I am dealing with a very similar scenario to the original poster.  It seems, from reading this thread, that there is a solution, but I was not able to grasp exactly what that solution was.  

 

My scenario:

 

FG60D with a low bandwidth Metro-E link to a data center, and a high bandwidth DIA circuit, over which there is a VPN tunnel to the same data center.

 

At the data center is a FG300D

 

The branch office (FG60D) has voice and data traffic, on separate VLAN's and (obviously) subnets.  The desire is to have all internet (from the data subnet) and data traffic route over the VPN tunnel, while the voice (which only needs to reach the data center, no internet) continues to route over the Metro-E link.

 

I am able to get everything working, except for the Internet portion.  The need is similar to the original post.  Routing Internet traffic through the data center keeps us HIPA and PCI compliant due to our proxy and expanded licensing on the FG300D.  

ede_pfau

The tricky part is that you need a default route to WAN to set up the VPN in the first place. If the remote FGT's default route points to the tunnel then traffic for the HQ FGT (via internet) would be directed to the tunnel which will result in "flapping".

 

So, set up one dedicated static route to the HQ IP address, via WAN. Secondly, set up a default route pointing to the tunnel (interface). As the first route is more specific it should be in the Routing table together with the default route. Tunnel "control" traffic (ESP or UDP/500) will not be routed through the tunnel.

 

This will only work if the other FGT has got a static public IP address.

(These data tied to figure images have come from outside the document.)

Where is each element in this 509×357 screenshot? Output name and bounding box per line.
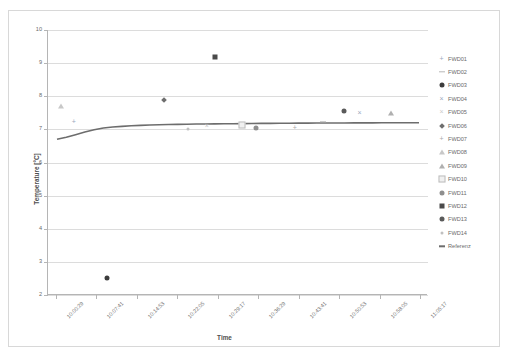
legend-marker-icon-fwd14 (437, 228, 446, 237)
marker-glyph (439, 217, 444, 222)
legend-marker-icon-fwd02 (437, 68, 446, 77)
x-axis-title-text: Time (217, 334, 232, 341)
legend-marker-icon-fwd12 (437, 201, 446, 210)
marker-glyph (439, 83, 444, 88)
x-tick-1 (96, 295, 97, 299)
legend-label: FWD14 (448, 230, 467, 236)
marker-glyph: + (439, 55, 443, 62)
marker-glyph (439, 190, 444, 195)
legend-marker-icon-fwd11 (437, 188, 446, 197)
referenz-trace-line (48, 30, 428, 295)
legend-marker-icon-referenz (437, 242, 446, 251)
data-point-FWD14 (187, 128, 190, 131)
x-tick-4 (218, 295, 219, 299)
marker-glyph (440, 231, 443, 234)
x-tick-2 (137, 295, 138, 299)
legend-label: FWD10 (448, 176, 467, 182)
legend-label: Referenz (448, 243, 471, 249)
legend-label: FWD03 (448, 82, 467, 88)
legend-item-fwd05[interactable]: ×FWD05 (437, 106, 499, 119)
legend-item-fwd13[interactable]: FWD13 (437, 213, 499, 226)
marker-glyph (438, 176, 445, 183)
data-point-FWD08 (58, 104, 64, 109)
legend-item-fwd04[interactable]: ×FWD04 (437, 92, 499, 105)
gridline-y-2 (48, 295, 428, 296)
legend-marker-icon-fwd03 (437, 81, 446, 90)
marker-glyph: × (439, 95, 443, 102)
data-point-FWD12 (213, 54, 218, 59)
legend-item-fwd07[interactable]: +FWD07 (437, 132, 499, 145)
x-tick-7 (339, 295, 340, 299)
marker-glyph (439, 203, 444, 208)
legend-marker-icon-fwd06 (437, 121, 446, 130)
legend-item-fwd09[interactable]: FWD09 (437, 159, 499, 172)
legend-item-fwd12[interactable]: FWD12 (437, 199, 499, 212)
y-tick-label-3: 3 (39, 259, 42, 265)
legend-label: FWD13 (448, 216, 467, 222)
legend-item-referenz[interactable]: Referenz (437, 239, 499, 252)
legend-marker-icon-fwd10 (437, 175, 446, 184)
legend-item-fwd03[interactable]: FWD03 (437, 79, 499, 92)
legend-marker-icon-fwd01: + (437, 54, 446, 63)
marker-glyph (439, 123, 445, 129)
marker-glyph: × (439, 108, 443, 115)
legend-item-fwd14[interactable]: FWD14 (437, 226, 499, 239)
y-tick-label-6: 6 (39, 160, 42, 166)
x-axis-title: Time (0, 334, 509, 341)
chart-legend: +FWD01FWD02FWD03×FWD04×FWD05FWD06+FWD07F… (437, 52, 499, 253)
x-tick-0 (56, 295, 57, 299)
legend-label: FWD04 (448, 96, 467, 102)
legend-item-fwd11[interactable]: FWD11 (437, 186, 499, 199)
data-point-FWD02 (320, 121, 326, 122)
x-tick-5 (258, 295, 259, 299)
legend-marker-icon-fwd08 (437, 148, 446, 157)
chart-figure: Temperature [°C] 2345678910 10:00:2910:0… (0, 0, 509, 357)
legend-label: FWD09 (448, 163, 467, 169)
data-point-FWD11 (254, 125, 259, 130)
x-tick-9 (420, 295, 421, 299)
marker-glyph (439, 163, 445, 168)
y-tick-label-10: 10 (36, 27, 42, 33)
legend-label: FWD01 (448, 56, 467, 62)
legend-marker-icon-fwd09 (437, 161, 446, 170)
data-point-FWD09 (388, 110, 394, 115)
data-point-FWD03 (104, 276, 109, 281)
legend-label: FWD12 (448, 203, 467, 209)
legend-label: FWD08 (448, 149, 467, 155)
x-tick-8 (380, 295, 381, 299)
legend-marker-icon-fwd04: × (437, 94, 446, 103)
legend-item-fwd06[interactable]: FWD06 (437, 119, 499, 132)
legend-marker-icon-fwd07: + (437, 135, 446, 144)
y-tick-2 (44, 295, 48, 296)
marker-glyph: + (439, 135, 443, 142)
legend-item-fwd10[interactable]: FWD10 (437, 173, 499, 186)
legend-item-fwd01[interactable]: +FWD01 (437, 52, 499, 65)
y-tick-label-7: 7 (39, 127, 42, 133)
plot-area: 2345678910 10:00:2910:07:4110:14:5310:22… (47, 30, 427, 295)
marker-glyph (439, 245, 445, 246)
legend-item-fwd08[interactable]: FWD08 (437, 146, 499, 159)
data-point-FWD13 (341, 109, 346, 114)
marker-glyph (439, 71, 445, 72)
legend-label: FWD02 (448, 69, 467, 75)
x-tick-3 (177, 295, 178, 299)
data-point-FWD10 (239, 122, 246, 129)
y-tick-label-4: 4 (39, 226, 42, 232)
y-tick-label-8: 8 (39, 93, 42, 99)
legend-item-fwd02[interactable]: FWD02 (437, 65, 499, 78)
marker-glyph (439, 150, 445, 155)
legend-label: FWD07 (448, 136, 467, 142)
legend-marker-icon-fwd05: × (437, 108, 446, 117)
legend-label: FWD06 (448, 123, 467, 129)
legend-label: FWD11 (448, 190, 467, 196)
x-tick-6 (299, 295, 300, 299)
legend-marker-icon-fwd13 (437, 215, 446, 224)
y-tick-label-2: 2 (39, 292, 42, 298)
y-tick-label-5: 5 (39, 193, 42, 199)
y-tick-label-9: 9 (39, 60, 42, 66)
legend-label: FWD05 (448, 109, 467, 115)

Ede Kernel panic: Aiee, killing interrupt handler!
Ede Kernel panic: Aiee, killing interrupt handler!
antonin75
New Contributor

Hi I had the same problem.

I solved it by this way:

1. on bouth sides in VPN - IPsec Tunnels i have to add in Phase 2 Selectors new address maping 

- on HQ: Local Address: 0.0.0.0/0.0.0.0 , Remote Address: address range of branch office

- on Branche Local Address:  address range of branch office , Remote Address: 0.0.0.0/0.0.0.0

2. on HQ add new IPv4 Policy  as incoming interface select IPsec tunnel, outgoing interface select your Wan port, source adress pool for branch office, destination all and turn on NAT and all security profiles and logging options.

3. on branch FortiGate in Network, static routes

- add static route for wan ip adress of HQ FortiGate(VPN) trough your Wan IP

- add static route to 0.0.0.0/0 trough your VPN tunnel with priority 0(default)

- in first static route to 0.0.0.0/0 in Advanced Options change priority to 1 or higher number

 

So when I tried tracert to internet address on branch PC i saw that trafic flow trough HQ addresses

Tony

It take almost a day to solve it :)

No one will tell you this easy steps.

ede_pfau

No one will tell you this easy steps.

That is exactly what I wrote in December 2015...hope OP has picked it up in the meantime

Ede Kernel panic: Aiee, killing interrupt handler!
Ede Kernel panic: Aiee, killing interrupt handler!